What was once considered a groundbreaking U.S. study to track the health of children from birth to adulthood may be stopped before its official start, alarming advocates and researchers who say its findings are crucial to developing prevention strategies for childhood illnesses like asthma, autism and attention deficit disorder.
Researchers for the National Children’s Study, devised by Congress in 2000, say the study could eventually influence a range of parental choices – from what foods kids eat to the household products or medications they are exposed to. Study advocates also say the potential findings will likely go beyond advice given to parents, and could have an impact on insurance-coverage decisions and even broader public policy questions.
“We don’t have the evidence we need to truly improve children’s health in this country. We need this study. … The importance of the investment is clear,” said Lisa Simpson, who is president and CEO of AcademyHealth, a membership group of policy analysts and health services researchers, and was involved in the study’s early years.
The 21-year longitudinal study of 100,000 children was set to start this year. Its implementation, though, has snagged on concerns that it’s based on costly and antiquated research methods, and that it has been plagued by mismanagement. A National Institutes of Health working group is investigating these issues and offering recommendations –due out in December — about the initiative’s future.
Almost 10 years before the study’s launch, and amid growing concerns that children suffered disproportionately from the effects of social and environmental factors, President Bill Clinton created a task force to look at policy solutions, which eventually called for legislation to mandate a large study. In May 2000, former Rep. Michael Bilirakis, R-Fla., introduced the Children’s Health Act, which was passed and then signed by Clinton that October.
The Vanguard Study, which began in 2007 as the official precursor to the NCS, is a small version of the main study. It has been operating through 40 sites to test ways to recruit women who expect to be pregnant in the near future, and to experiment with data systems. Since then, however, this blueprint has been marked by problems, which led to a July Institute of Medicine report questioning whether the main study should be given a green light to go forward without major changes.

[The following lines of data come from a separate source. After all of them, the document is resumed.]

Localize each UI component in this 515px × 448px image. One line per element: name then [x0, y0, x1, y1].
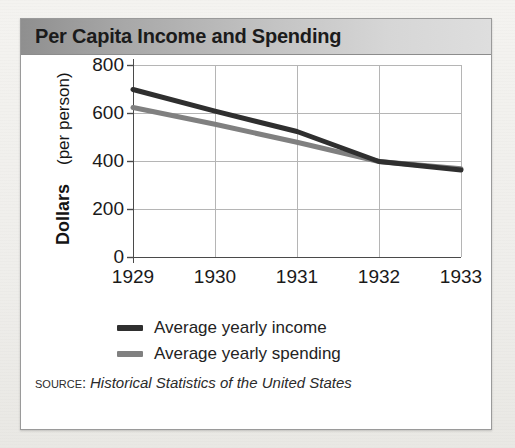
legend-item-income: Average yearly income: [117, 315, 491, 341]
y-tick-label: 0: [113, 246, 124, 267]
y-axis-title-bold: Dollars: [53, 184, 73, 245]
source-title: Historical Statistics of the United Stat…: [90, 374, 352, 391]
source-label: Source:: [35, 374, 86, 391]
legend-swatch-spending-icon: [117, 351, 143, 357]
y-axis-title-regular: (per person): [54, 72, 73, 165]
y-tick-label: 600: [92, 102, 124, 123]
x-tick-label: 1930: [194, 266, 236, 287]
page-title: Per Capita Income and Spending: [35, 25, 341, 48]
x-tick-label: 1931: [276, 266, 318, 287]
y-tick-label: 400: [92, 150, 124, 171]
source-note: Source: Historical Statistics of the Uni…: [35, 374, 352, 391]
y-tick-label: 800: [92, 55, 124, 75]
chart-gridlines: [133, 65, 462, 257]
x-axis-tick-labels: 1929 1930 1931 1932 1933: [112, 266, 482, 287]
chart-card: Per Capita Income and Spending 800 600 4…: [20, 18, 492, 430]
y-axis-ticks: [127, 66, 133, 258]
y-axis-tick-labels: 800 600 400 200 0: [92, 55, 124, 267]
x-tick-label: 1929: [112, 266, 154, 287]
y-tick-label: 200: [92, 198, 124, 219]
chart-legend: Average yearly income Average yearly spe…: [21, 315, 491, 367]
line-chart: 800 600 400 200 0 Dollars (per person): [21, 55, 491, 347]
x-tick-label: 1932: [358, 266, 400, 287]
legend-item-spending: Average yearly spending: [117, 341, 491, 367]
legend-swatch-income-icon: [117, 325, 143, 331]
legend-label-income: Average yearly income: [154, 318, 327, 338]
legend-label-spending: Average yearly spending: [154, 344, 341, 364]
card-header: Per Capita Income and Spending: [21, 19, 491, 55]
y-axis-title: Dollars (per person): [53, 72, 73, 245]
chart-area: 800 600 400 200 0 Dollars (per person): [21, 55, 491, 347]
x-tick-label: 1933: [440, 266, 482, 287]
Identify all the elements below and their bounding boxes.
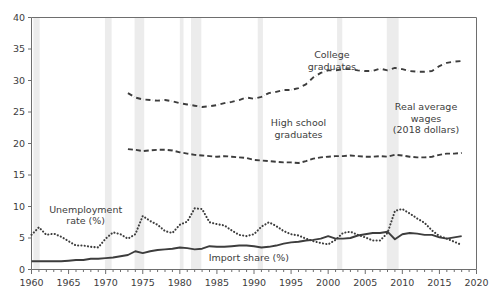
x-tick-label-2015: 2015 (427, 277, 451, 288)
recession-1990-1991 (258, 18, 263, 270)
x-tick-label-2000: 2000 (316, 277, 340, 288)
y-tick-label-5: 5 (19, 232, 25, 243)
x-tick-label-1975: 1975 (131, 277, 155, 288)
chart-container: 0510152025303540 19601965197019751980198… (0, 0, 490, 301)
y-tick-label-30: 30 (13, 75, 25, 86)
real-average-wages-label-line-1: wages (411, 113, 441, 124)
y-tick-label-15: 15 (13, 169, 25, 180)
y-tick-label-20: 20 (13, 138, 25, 149)
college-graduates-label-line-1: graduates (308, 61, 356, 72)
high-school-graduates-label-line-1: graduates (274, 129, 322, 140)
college-graduates-label-line-0: College (314, 49, 350, 60)
x-tick-label-1970: 1970 (94, 277, 118, 288)
real-average-wages-label-line-2: (2018 dollars) (393, 124, 459, 135)
college-graduates-label: Collegegraduates (308, 49, 356, 71)
x-tick-label-1995: 1995 (279, 277, 303, 288)
high-school-graduates-label: High schoolgraduates (271, 117, 326, 140)
unemployment-rate-label-line-0: Unemployment (49, 204, 122, 215)
economic-indicators-line-chart: 0510152025303540 19601965197019751980198… (0, 0, 490, 301)
y-tick-label-35: 35 (13, 43, 25, 54)
unemployment-rate-label-line-1: rate (%) (66, 215, 105, 226)
recession-1980 (180, 18, 184, 270)
high-school-graduates-label-line-0: High school (271, 117, 326, 128)
x-tick-label-1965: 1965 (56, 277, 80, 288)
x-tick-label-2010: 2010 (390, 277, 414, 288)
recession-1969-1970 (105, 18, 112, 270)
y-tick-label-0: 0 (19, 264, 25, 275)
x-tick-label-2005: 2005 (353, 277, 377, 288)
import-share-label-line-0: Import share (%) (209, 252, 289, 263)
x-tick-label-1985: 1985 (205, 277, 229, 288)
x-tick-label-1960: 1960 (19, 277, 43, 288)
import-share-label: Import share (%) (209, 252, 289, 263)
x-tick-label-1980: 1980 (168, 277, 192, 288)
recession-1981-1982 (191, 18, 201, 270)
x-tick-label-1990: 1990 (242, 277, 266, 288)
y-tick-label-40: 40 (13, 12, 25, 23)
y-tick-label-10: 10 (13, 201, 25, 212)
real-average-wages-label-line-0: Real average (395, 101, 458, 112)
y-tick-label-25: 25 (13, 106, 25, 117)
x-tick-label-2020: 2020 (464, 277, 488, 288)
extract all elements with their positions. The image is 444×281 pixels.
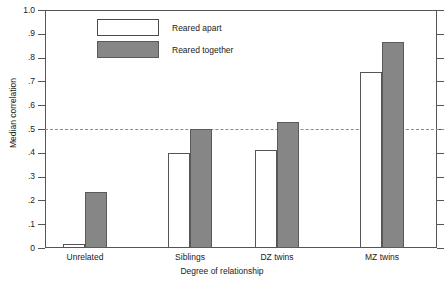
bar-siblings-reared-together <box>190 129 212 248</box>
x-tick-label-mz-twins: MZ twins <box>337 252 427 262</box>
y-tick-mark-right <box>437 105 444 106</box>
bar-dz-twins-reared-apart <box>255 150 277 248</box>
y-tick-label: .9 <box>9 29 35 38</box>
bar-mz-twins-reared-together <box>382 42 404 248</box>
y-tick-mark-right <box>437 34 444 35</box>
y-tick-mark-right <box>437 200 444 201</box>
legend-label-reared-together: Reared together <box>172 45 233 55</box>
y-tick-mark-right <box>437 58 444 59</box>
y-tick-mark <box>38 153 45 154</box>
y-tick-mark <box>38 248 45 249</box>
x-tick-label-siblings: Siblings <box>145 252 235 262</box>
bar-siblings-reared-apart <box>168 153 190 248</box>
y-tick-label: .8 <box>9 53 35 62</box>
bar-dz-twins-reared-together <box>277 122 299 248</box>
y-tick-label: .6 <box>9 101 35 110</box>
legend-swatch-reared-together <box>97 41 159 58</box>
y-tick-label: .1 <box>9 220 35 229</box>
x-tick-label-dz-twins: DZ twins <box>232 252 322 262</box>
y-tick-mark <box>38 105 45 106</box>
y-tick-mark-right <box>437 10 444 11</box>
legend-label-reared-apart: Reared apart <box>172 23 222 33</box>
y-tick-mark-right <box>437 224 444 225</box>
bar-mz-twins-reared-apart <box>360 72 382 248</box>
y-tick-label: .3 <box>9 172 35 181</box>
bar-unrelated-reared-together <box>85 192 107 248</box>
y-tick-label: .5 <box>9 125 35 134</box>
y-tick-label: .7 <box>9 77 35 86</box>
y-tick-mark <box>38 81 45 82</box>
y-tick-mark <box>38 58 45 59</box>
y-tick-mark <box>38 34 45 35</box>
y-tick-mark <box>38 224 45 225</box>
x-tick-label-unrelated: Unrelated <box>40 252 130 262</box>
x-axis-title: Degree of relationship <box>0 266 444 276</box>
y-tick-mark <box>38 200 45 201</box>
legend-swatch-reared-apart <box>97 19 159 36</box>
y-tick-mark-right <box>437 177 444 178</box>
y-tick-mark-right <box>437 248 444 249</box>
bar-unrelated-reared-apart <box>63 244 85 248</box>
y-tick-label: 0 <box>9 244 35 253</box>
y-tick-mark <box>38 177 45 178</box>
y-tick-label: 1.0 <box>9 6 35 15</box>
y-tick-label: .4 <box>9 148 35 157</box>
y-tick-label: .2 <box>9 196 35 205</box>
y-tick-mark <box>38 10 45 11</box>
y-tick-mark-right <box>437 81 444 82</box>
y-tick-mark <box>38 129 45 130</box>
y-tick-mark-right <box>437 153 444 154</box>
chart-figure: Median correlation 0.1.2.3.4.5.6.7.8.91.… <box>0 0 444 281</box>
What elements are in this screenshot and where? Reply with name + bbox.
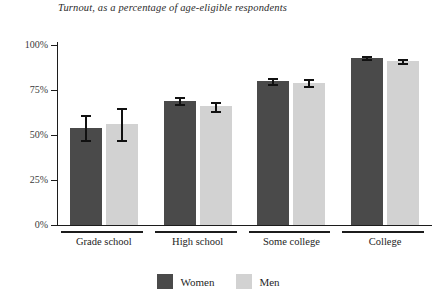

Even researchers involved in the pilot project have criticized it for not identifying a streamlined sampling strategy. The study’s design also fails to take advantage of a number of communications tools, including social media, email, text messages and phone calls.
Jane Holl, a principal investigator who also is a professor of pediatrics and preventive medicine at Northwestern University, expressed frustration that researchers aren’t allowed to use these commonsense ways to keep in touch with participants. Despite this disenchantment, though, the potential findings keep her interested in the project’s potential.
“It could tell us so much about relationships — starting in the prenatal period through late childhood — and how those factors affect early adulthood,” said Holl, who is charged with overseeing ten of the 40 pilot sites.
Federal support for the research is also at risk. Funding was put on hold for the main study in 2013 after congressional appropriators provided $165 million per year for the main study — $30 million less than initially planned, and made that money hinge on the Institutes of Medicine evaluating progress. This reality has added to advocates interest in the NIH working group’s recommendations, and the potential ways that more could be done with less.
Often research is focused on adult illnesses instead of studying children until adulthood and figuring out how to prevent health problems later in life, said James Perrin, president of the American Academy of Pediatrics.
“If I’m a member of Congress, I’m more concerned about heart disease at 50 years old, and that’s where we’ve funded it more actively. We need to know what we can do in childhood,” Perrin said, adding that “we’re impatient at this point” and it’s important to “deal with the logistical problems.”